I cannot imagine how a paid, dedicated review system would work. The people doing the reviews right now are the professionals. If they stopped doing that work and instead became permanent reviewers, they would, over time, lose the ability to review the work.

Also, the expansion of journals and other means of disseminating ones work would argue against the ability to fund enough professional reviewers to cover current and future needs.

Peer review works pretty well. I haven’t really heard any strong arguments for undoing it in this thread.

On the issue of blind reviewing, there are times where both the reviewer and the authors are blind. Of course, just like reviewers can undo the blind in their comments and suggestions, there are details about particular authors’ work that can give them away no matter how much effort is given to removing identifying information.

I prefer blind review. I wouldn’t want to have to think at all about the politics of my review.

Also, I know that there are lots of people who insist they can discern who a reviewer was. I have a colleague who does that all the time. Most of the time, I suspect it’s bullshit, and if things are truly blinded, you can’t ever confirm your suspicions.

My book reviews are not blind, and I usually know the authors. You can be sure I think about this during the review process. The books have been reasonably good, but if I ever got a stinker I might well just not review it. While paper reviewers can just decline a review, books are out already so your review is not going to change much, while a paper with bad reviews eliminated might get published when it shouldn’t.

Well, yes, provided that one understands that “replication” means what Smeghead said -

  • and almost never means doing the original experiment (or even some more rigorous, but otherwise similar. version of it) over again, as DrCube implied (and which is probably what most non-scientists think “replication” means).

Even so - I stand by the contention that 90% of published work will never be followed up on, because it is too specialized or too uninteresting.
As for replication in the sense of actually repeating it to repeat it, it would be way less than 1%.

Quite possibly. If/when my PhD work finally gets published, I expect it will prompt mild interest in maybe a half-dozen people, after which it will promptly be ignored.

The whole subfield I did mine in crashed and burned. (I have an alibi!)

What the article fails to mention is that exactly zero “real scientists” will take something published in the Journal of Natural Pharmaceuticals seriously.

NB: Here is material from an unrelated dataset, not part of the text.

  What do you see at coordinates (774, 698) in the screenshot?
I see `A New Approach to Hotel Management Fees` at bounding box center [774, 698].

The analogy to newspapers is a good one: no one thinks investigative journalism is completely bogus just because the Weekly World News will publish stories that are obviously absurd. Any field has journals that are the equivalent of The Times or the Wall Street Journal, a few that are more like The Daily Mail or National Enquirer, and some (like the journal in question) like the Weekly World News. A scientist in that field will be able to distinguish a legit journal from a BS one as easily as an average person can determine the relative journalistic integrity of a newspaper.

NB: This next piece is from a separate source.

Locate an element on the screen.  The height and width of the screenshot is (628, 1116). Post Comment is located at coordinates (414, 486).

Thank you, and everyone else who’s offered their opinion. I guess my confusion here has largely to do with the reliability of peer review. I understand that my friend, who seems to think that peer review is worse than professional opinion, is totally wrong, but I don’t quite understand what to think about it. Like, I hold that if a scientific study is published in a reasonably reputable journal and I can’t find anything denouncing it as crap, then its conclusions can be used as a reasonable source. Am I stretching too far?

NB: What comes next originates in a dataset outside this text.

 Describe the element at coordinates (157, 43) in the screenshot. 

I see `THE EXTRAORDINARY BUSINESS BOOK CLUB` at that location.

You’ll probably be fine, as long as you know what you’re looking at and how it fits in with the field at large. It’s actually pretty rare for a single paper to conclusively prove some large point. As an example, nutrient runoff from agricultural fields has caused significant eutrophication in estuaries on the east coast of the US. This is about as sound a fact as you can have in ecology, it’s a given for any coastal or estuarine ecologist or oceanographer, yet finding a single cite for that sentence can be difficult, because it isn’t based on one single study but rather the synthesis of thousands of different studies. Real science isn’t so much “Eureka!” as it is a slow, methodical grind.